Cat health glossary.
A plain-English UK reference of the feline urinary and kidney terms your vet uses — and what they actually mean for your cat.
- FLUTD (Feline Lower Urinary Tract Disease)
- Umbrella term for any disease of a cat's bladder or urethra.
- FLUTD covers UTIs, idiopathic cystitis (FIC), bladder stones and urethral obstruction. It is one of the most common reasons UK cats are seen by a vet, and the leading cause of urinary emergencies in male cats.
- UTI (Urinary Tract Infection)
- Bacterial infection of the bladder or urethra.
- Less common in cats than dogs, but more dangerous because cats hide symptoms. Untreated UTIs can progress to cystitis, blockage and kidney involvement. UK treatment cost: £40–£90 if caught early, £900–£2,500 if it leads to a blockage.
- Struvite crystals
- Magnesium-ammonium-phosphate crystals that form in alkaline urine.
- Struvites are the most common urinary crystal in UK cats. They precipitate when urine pH rises above ~6.8 and can plug the urethra in male cats. Diet correction (acidifying urinary diets) usually dissolves them.

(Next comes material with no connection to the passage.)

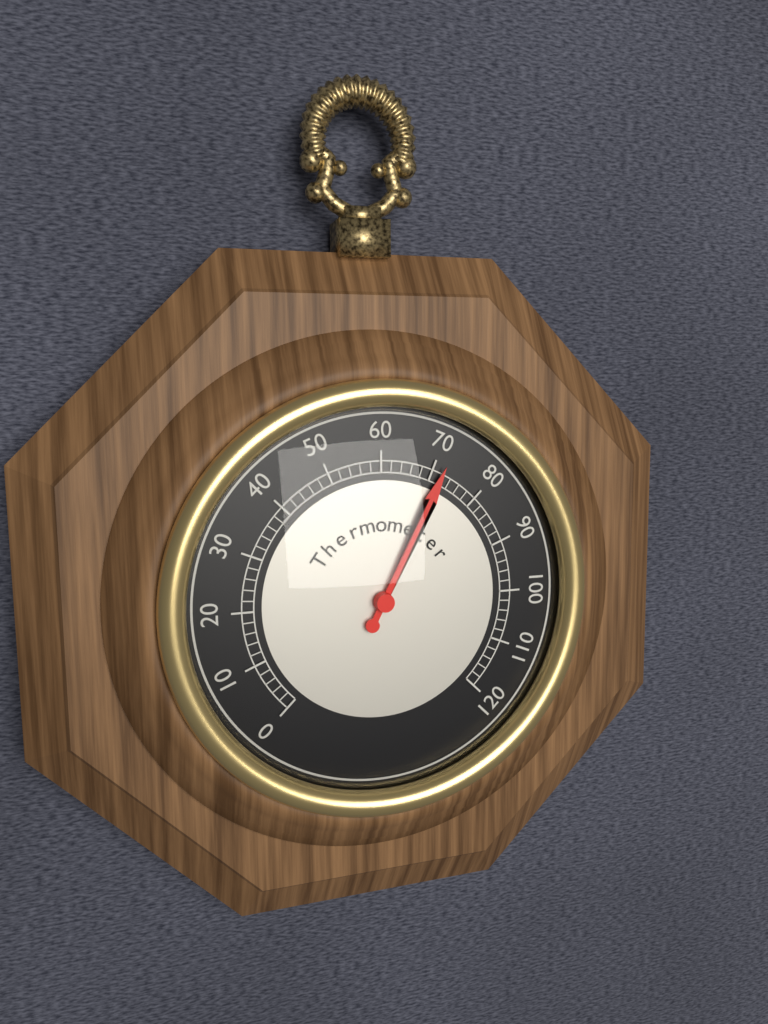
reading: 72 (no unit)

- FIC (Feline Idiopathic Cystitis)
- Stress-driven bladder inflammation with no identifiable infection.
- FIC is the single most common UK feline urinary diagnosis and frequently mimics a UTI. Triggered by stress (new pets, moves, routine changes), it usually resolves in 5–10 days but recurs without environmental management.

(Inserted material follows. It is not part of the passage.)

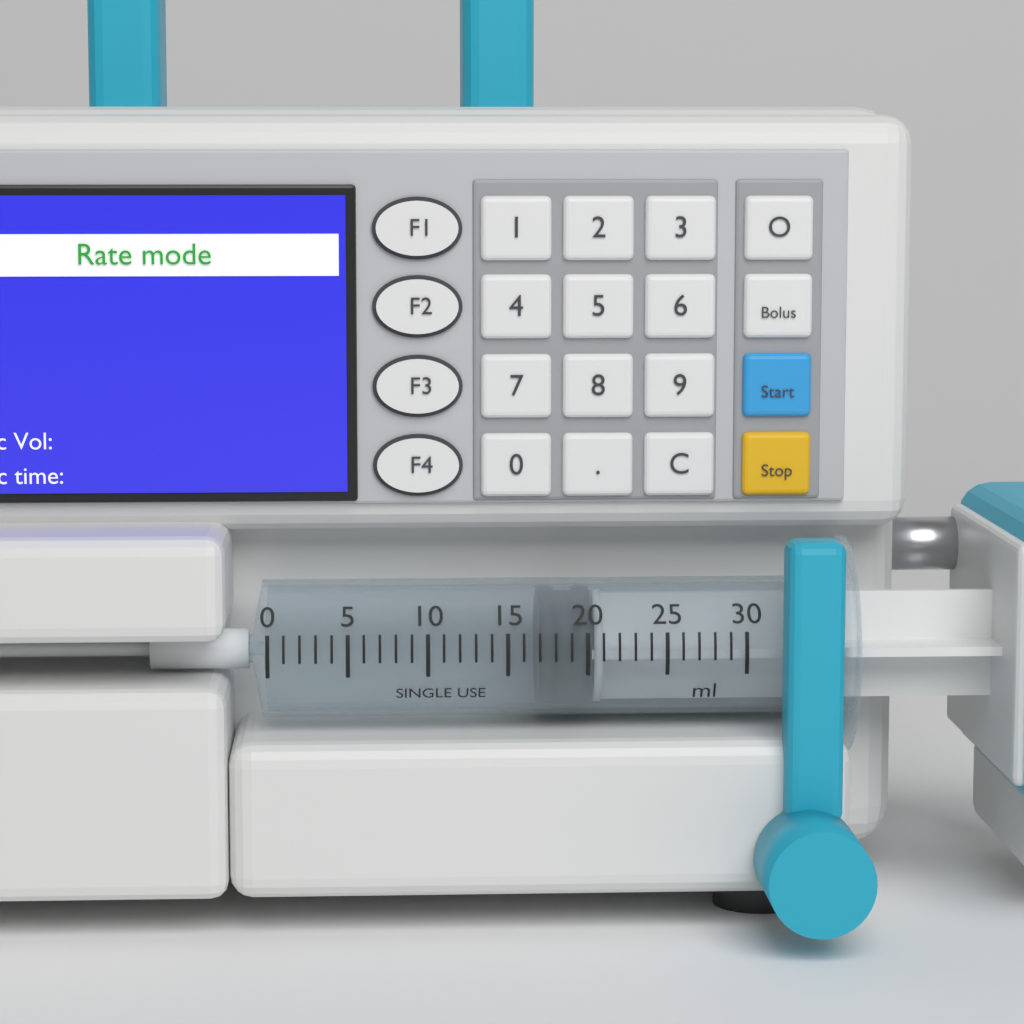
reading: 17 ml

- Urethral obstruction ("blocked cat")
- Life-threatening blockage of urine flow, almost always in male cats.
- Caused by crystals, mucus plugs or inflammation. Toxins back up into the bloodstream within hours. UK emergency cost: £1,200–£3,000+. Symptom: a cat straining repeatedly and producing little or no urine.
- CKD (Chronic Kidney Disease)
- Progressive loss of kidney function over months or years.

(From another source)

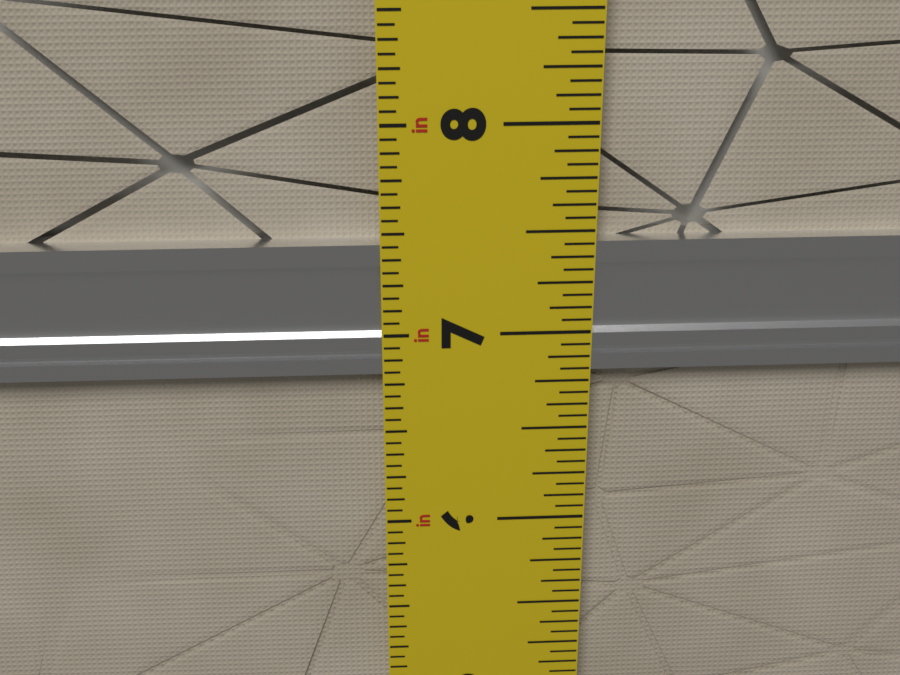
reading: 7.4375 in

- Affects ~1 in 3 UK cats over age 10. Staged 1–4 by IRIS criteria. Stage 1 caught early is a manageable diet change; stage 4 caught late is end-of-life care. The earliest measurable signal is dilute urine and a drop in urine specific gravity.
- Specific gravity (USG)
- How concentrated a cat's urine is.
- Healthy cat USG sits above 1.035. As the kidneys lose concentrating ability, USG drops — often the first measurable change in CKD. Measured at a vet practice with a refractometer.
- Azotemia
- Elevated urea or creatinine in the bloodstream.
- Indicates the kidneys are no longer clearing waste effectively. Pre-renal azotemia is dehydration; renal azotemia is true CKD. Confirmed via blood panel (urea, creatinine, SDMA).
- SDMA
- A blood test marker that flags kidney decline earlier than creatinine.
- Symmetric Dimethylarginine. Rises when ~40% of kidney function is lost — versus creatinine, which only rises after ~70% loss. Now standard in UK senior cat panels.
- pH (urinary)
- How acidic or alkaline a cat's urine is.
- Healthy feline urine sits at pH 6.0–6.5. Alkaline shifts (>6.8) signal UTI or struvite risk. Acidic shifts can signal metabolic change or oxalate stone risk. Colour-changing litters such as Kittydoctor read pH directly in the tray.
- Polydipsia / Polyuria (PU/PD)
- Drinking and urinating more than usual.
- Often the very first sign of CKD, diabetes or hyperthyroidism. If your cat suddenly empties the water bowl daily or you're scooping noticeably more, ask your vet for a blood and urine panel.
- Hyperthyroidism
- Overactive thyroid, common in cats over 10.
- Causes weight loss despite a healthy or increased appetite, plus PU/PD and a faster heart rate. Easily diagnosed with a single blood test (T4) and very treatable with medication, prescription diet or radioactive iodine.
- Feline diabetes mellitus
- Insufficient insulin production or insulin resistance.
- Affects ~1 in 200 UK cats, more common in overweight middle-aged cats. Hallmark signs: increased thirst, urination, weight loss with good appetite, sweet-smelling urine. Catchable on a colour-changing litter via the glucose/ketone shift.
- Bilirubin
- A pigment indicating liver involvement when present in urine.
- Healthy cat urine should contain zero bilirubin. Even trace amounts indicate liver or red blood cell breakdown issues. A vet should investigate immediately.
- Haematuria
- Blood in the urine.
- Visible (gross) or microscopic. Causes: UTI, FIC, stones, trauma, tumours. Even microscopic traces show up red on a colour-changing litter that would be invisible in clay litter.
Reference is useful. Detection is what changes outcomes.
Shop Kittydoctor — £34.99 The terms above all describe conditions Kittydoctor flags first.
A 3.5kg bag turns the litter tray into a daily readout for the exact markers in this glossary. £34.99, free UK delivery over £30, 30-day money-back guarantee.